SDStaff Dex replies:

History records no observation of Christmas before 354, and by that time there was no one around who remembered exactly when Jesus was born. Today, historians have all but given up trying to figure it out. They give his birth date as 6-8 BC (good trick, but this was no ordinary dude) and leave it at that.

Nobody knows exactly why Christ’s birthday is celebrated on December 25. One theory holds that this is the right date, postulating that Zachary was high priest and that the Day of Atonement fell on September 24, ergo, John the Baptist was born on June 24 and Christ dropped in exactly six months later on December 25. Modern scholars use this theory to get laughs at cocktail parties.

Another guess works backward from the supposed date of the crucifixion (March 25), figuring that Christ was conceived exactly 33 years before he died, True Believers having no use for fractional numbers.

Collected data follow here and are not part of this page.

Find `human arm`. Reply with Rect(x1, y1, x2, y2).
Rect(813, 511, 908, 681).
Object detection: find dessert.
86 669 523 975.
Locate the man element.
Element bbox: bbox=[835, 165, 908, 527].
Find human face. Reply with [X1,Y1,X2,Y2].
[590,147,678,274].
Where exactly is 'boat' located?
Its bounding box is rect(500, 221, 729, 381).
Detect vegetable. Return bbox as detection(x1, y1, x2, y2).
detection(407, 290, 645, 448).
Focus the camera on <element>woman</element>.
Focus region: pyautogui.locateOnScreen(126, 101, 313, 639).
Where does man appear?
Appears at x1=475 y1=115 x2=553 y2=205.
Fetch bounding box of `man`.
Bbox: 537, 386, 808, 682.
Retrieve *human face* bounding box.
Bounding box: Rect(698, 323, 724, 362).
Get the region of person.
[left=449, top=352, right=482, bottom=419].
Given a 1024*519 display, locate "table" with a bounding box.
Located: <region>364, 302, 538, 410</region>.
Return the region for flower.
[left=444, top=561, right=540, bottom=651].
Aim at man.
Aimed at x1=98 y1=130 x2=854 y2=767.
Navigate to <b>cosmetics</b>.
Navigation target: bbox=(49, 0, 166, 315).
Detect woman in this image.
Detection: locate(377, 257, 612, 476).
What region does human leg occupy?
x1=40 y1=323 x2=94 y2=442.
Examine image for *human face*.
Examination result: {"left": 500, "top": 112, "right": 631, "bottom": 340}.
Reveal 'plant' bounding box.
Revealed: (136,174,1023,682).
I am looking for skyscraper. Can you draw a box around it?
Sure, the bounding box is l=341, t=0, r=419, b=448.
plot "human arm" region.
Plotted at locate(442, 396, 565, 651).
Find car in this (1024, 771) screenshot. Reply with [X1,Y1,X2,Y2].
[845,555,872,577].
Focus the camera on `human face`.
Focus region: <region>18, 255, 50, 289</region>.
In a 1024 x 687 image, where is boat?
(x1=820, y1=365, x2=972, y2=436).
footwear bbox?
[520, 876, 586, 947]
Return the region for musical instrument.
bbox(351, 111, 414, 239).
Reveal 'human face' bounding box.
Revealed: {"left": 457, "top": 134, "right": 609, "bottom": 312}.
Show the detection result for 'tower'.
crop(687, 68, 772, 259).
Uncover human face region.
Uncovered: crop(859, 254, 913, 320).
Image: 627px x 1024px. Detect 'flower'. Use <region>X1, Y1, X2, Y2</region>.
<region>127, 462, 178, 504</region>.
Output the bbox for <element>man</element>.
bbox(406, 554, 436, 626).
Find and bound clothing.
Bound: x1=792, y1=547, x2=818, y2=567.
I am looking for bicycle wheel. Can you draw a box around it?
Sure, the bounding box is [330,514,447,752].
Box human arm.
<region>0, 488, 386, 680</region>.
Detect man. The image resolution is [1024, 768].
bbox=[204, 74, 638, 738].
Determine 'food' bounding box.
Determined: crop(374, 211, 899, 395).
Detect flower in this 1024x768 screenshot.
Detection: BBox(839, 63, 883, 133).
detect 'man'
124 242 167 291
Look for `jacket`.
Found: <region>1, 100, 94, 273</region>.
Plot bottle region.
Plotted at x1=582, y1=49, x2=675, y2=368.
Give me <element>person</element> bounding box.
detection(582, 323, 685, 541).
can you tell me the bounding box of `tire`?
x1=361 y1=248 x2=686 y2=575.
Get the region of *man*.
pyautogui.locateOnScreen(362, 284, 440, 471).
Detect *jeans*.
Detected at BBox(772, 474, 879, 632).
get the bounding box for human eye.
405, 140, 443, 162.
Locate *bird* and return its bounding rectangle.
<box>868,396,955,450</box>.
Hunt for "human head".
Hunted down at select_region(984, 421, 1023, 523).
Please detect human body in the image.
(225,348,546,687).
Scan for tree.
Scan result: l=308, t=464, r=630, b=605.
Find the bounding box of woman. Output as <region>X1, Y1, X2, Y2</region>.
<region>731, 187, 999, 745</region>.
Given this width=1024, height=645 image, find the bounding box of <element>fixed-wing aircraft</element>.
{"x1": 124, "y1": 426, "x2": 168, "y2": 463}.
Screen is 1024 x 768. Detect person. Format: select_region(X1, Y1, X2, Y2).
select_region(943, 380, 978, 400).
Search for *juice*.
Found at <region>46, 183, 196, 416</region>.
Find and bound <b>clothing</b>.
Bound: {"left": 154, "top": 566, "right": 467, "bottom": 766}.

According to the most tenable hypothesis, Christ’s birthday was assigned to the winter solstice (December 25 in the Julian calendar, January 6 in the Egyptian) because the date had a ready-made pagan holiday, the “Birthday of the Invincible Sun” (or “ancient Saturnalia debauch,” as you put it).

The idea that Jesus was a Pisces probably comes from the characterization of that sign as one of spiritualism, humility, compassion, sacrifice, etc. Students of astrology will tell you it’s not kosher to work the formula backwards that way.